The third step of the seder journey is karpas. We bless and eat something green, dipped in salt water. The green represents the new life of springtime, while the salt water represents the bitter tears of slavery. 

There's a deep truth hidden in that bite of green. New beginnings may not come easy. Often they require hard work, and willingness to name and to take responsibility for what's been bitter.

We've all had moments when we feel as though whatever constraints we habitually inhabit are permanent. Maybe we've had moments of losing hope that whatever narrow place we're in -- depression, or tough life circumstances, or grief -- will ever be different. 

But spring does come, even when winter feels most entrenched and unmovable. And Jewish tradition teaches that when we cry out from the depths of our lives' narrow places, there is One Who hears us and helps us to break free. And every year we retell the story: not as something that happened to them back then, but as something that is happening to us right now. 

It's okay if the green of new life is bathed in salt tears, if our new growth is tender, if change sometimes hurts. That's exactly the flavor of the parsley dipped in salt water. Sharp, and intense, and a little bit salty: sadness for what was, mingled with hope for what's coming. Remembrance of the old, and embrace of the new.


Stop hiding: let yourself go free

_91021013_thinkstockphotos-517519673The festival of Purim (coming up this Saturday) is a holiday of concealment. At Purim we read the Scroll of Esther, a delightfully bawdy Persian court soap opera which doesn't appear, at first glance, to have much to do with spiritual life or with God. Jewish tradition doesn't shy away from this oddity -- we embrace it and find meaning in it.

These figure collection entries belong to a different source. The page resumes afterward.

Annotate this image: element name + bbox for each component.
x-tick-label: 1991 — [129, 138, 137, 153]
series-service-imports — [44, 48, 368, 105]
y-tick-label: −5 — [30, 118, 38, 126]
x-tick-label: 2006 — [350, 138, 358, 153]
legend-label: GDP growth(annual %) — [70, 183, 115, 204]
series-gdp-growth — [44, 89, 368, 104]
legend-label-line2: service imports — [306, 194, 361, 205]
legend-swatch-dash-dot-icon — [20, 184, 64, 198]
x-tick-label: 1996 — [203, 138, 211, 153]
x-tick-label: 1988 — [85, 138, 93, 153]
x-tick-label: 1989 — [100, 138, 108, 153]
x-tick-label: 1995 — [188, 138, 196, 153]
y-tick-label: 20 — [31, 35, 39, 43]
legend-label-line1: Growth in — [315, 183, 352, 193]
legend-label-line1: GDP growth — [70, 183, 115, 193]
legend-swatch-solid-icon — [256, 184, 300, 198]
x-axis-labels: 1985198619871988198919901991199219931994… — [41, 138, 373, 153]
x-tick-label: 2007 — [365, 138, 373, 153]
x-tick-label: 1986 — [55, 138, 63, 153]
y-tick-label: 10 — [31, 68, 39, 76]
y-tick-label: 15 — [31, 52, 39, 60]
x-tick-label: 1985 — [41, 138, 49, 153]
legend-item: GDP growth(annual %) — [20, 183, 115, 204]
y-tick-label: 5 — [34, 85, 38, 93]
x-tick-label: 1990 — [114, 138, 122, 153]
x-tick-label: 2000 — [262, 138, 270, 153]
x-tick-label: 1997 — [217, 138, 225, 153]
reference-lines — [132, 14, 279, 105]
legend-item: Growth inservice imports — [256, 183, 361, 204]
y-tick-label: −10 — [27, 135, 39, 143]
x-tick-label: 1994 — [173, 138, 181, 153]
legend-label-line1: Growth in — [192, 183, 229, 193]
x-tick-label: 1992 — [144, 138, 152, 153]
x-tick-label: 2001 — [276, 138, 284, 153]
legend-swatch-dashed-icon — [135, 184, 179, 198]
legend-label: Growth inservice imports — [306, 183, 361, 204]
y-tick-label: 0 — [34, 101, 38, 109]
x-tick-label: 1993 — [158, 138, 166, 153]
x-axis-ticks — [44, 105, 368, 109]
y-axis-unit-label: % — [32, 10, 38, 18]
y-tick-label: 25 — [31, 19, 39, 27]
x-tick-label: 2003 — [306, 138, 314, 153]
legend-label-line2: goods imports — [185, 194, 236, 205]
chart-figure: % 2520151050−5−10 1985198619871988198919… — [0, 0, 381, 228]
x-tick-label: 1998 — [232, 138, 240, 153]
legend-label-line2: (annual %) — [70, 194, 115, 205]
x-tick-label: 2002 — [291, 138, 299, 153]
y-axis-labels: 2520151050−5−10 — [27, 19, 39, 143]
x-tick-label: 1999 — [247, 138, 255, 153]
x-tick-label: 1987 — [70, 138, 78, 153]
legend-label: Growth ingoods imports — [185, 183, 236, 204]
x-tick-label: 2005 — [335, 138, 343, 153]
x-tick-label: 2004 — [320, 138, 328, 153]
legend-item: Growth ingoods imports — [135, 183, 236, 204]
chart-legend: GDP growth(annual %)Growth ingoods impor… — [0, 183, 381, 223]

The quintessential act of Purim is להתחפש, a reflexive verb which means to dress oneself up or to conceal oneself. We do this when we dress up in costumes on Purim. Esther does this when she hides her Jewishness (until the moment comes for her to reveal herself and in so doing save the day). God does this in concealing God's-self entirely; God is never even mentioned in the megillah (though to the discerning eye God's presence may be subtly manifest even so.)

Purim is about the self-reflexive act of hiding. But what happens when we shift that verb and make it no longer reflexive? We get the verb לחפש - to search. And searching is one of the quintessential moves we make before Pesach. On the night before Passover begins, there's a tradition of lighting a candle and searching our homes for "hidden" hametz (leaven), a physical hide-and-seek game that represents a deeper inner searching. We read in the book of Proverbs (20:27) that our own souls are God's candle -- just as we search for hidden leaven by the light of a physical candle, God uses our souls as candles to illuminate all that's hidden in the world.

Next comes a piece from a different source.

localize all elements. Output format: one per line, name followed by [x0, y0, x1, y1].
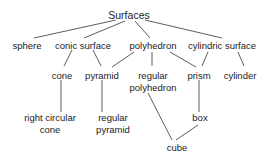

When we search for hametz, we're not just looking for bread crusts. We're also seeking spiritual leaven, the puffery of pride and ego, the sour old stuff within us which needs to be discarded in order for us to move toward freedom.

The shift from להתחפש to לחפש, from concealment to searching, is the fundamental move we're called to make as spring unfolds, as we move from Purim (festival of masks and concealment) to Passover (festival of searching and liberation). At Purim, we may be hiding -- from others, and even from ourselves. Maybe it feels dangerous to let ourselves be known. Maybe there are truths we don't want to admit. Maybe we think there are parts of ourselves we have to hide in order to move freely in the world. Maybe we think we are better off if we conceal the parts of ourselves of which we are ashamed, or the parts of ourselves which don't meet others' expectations.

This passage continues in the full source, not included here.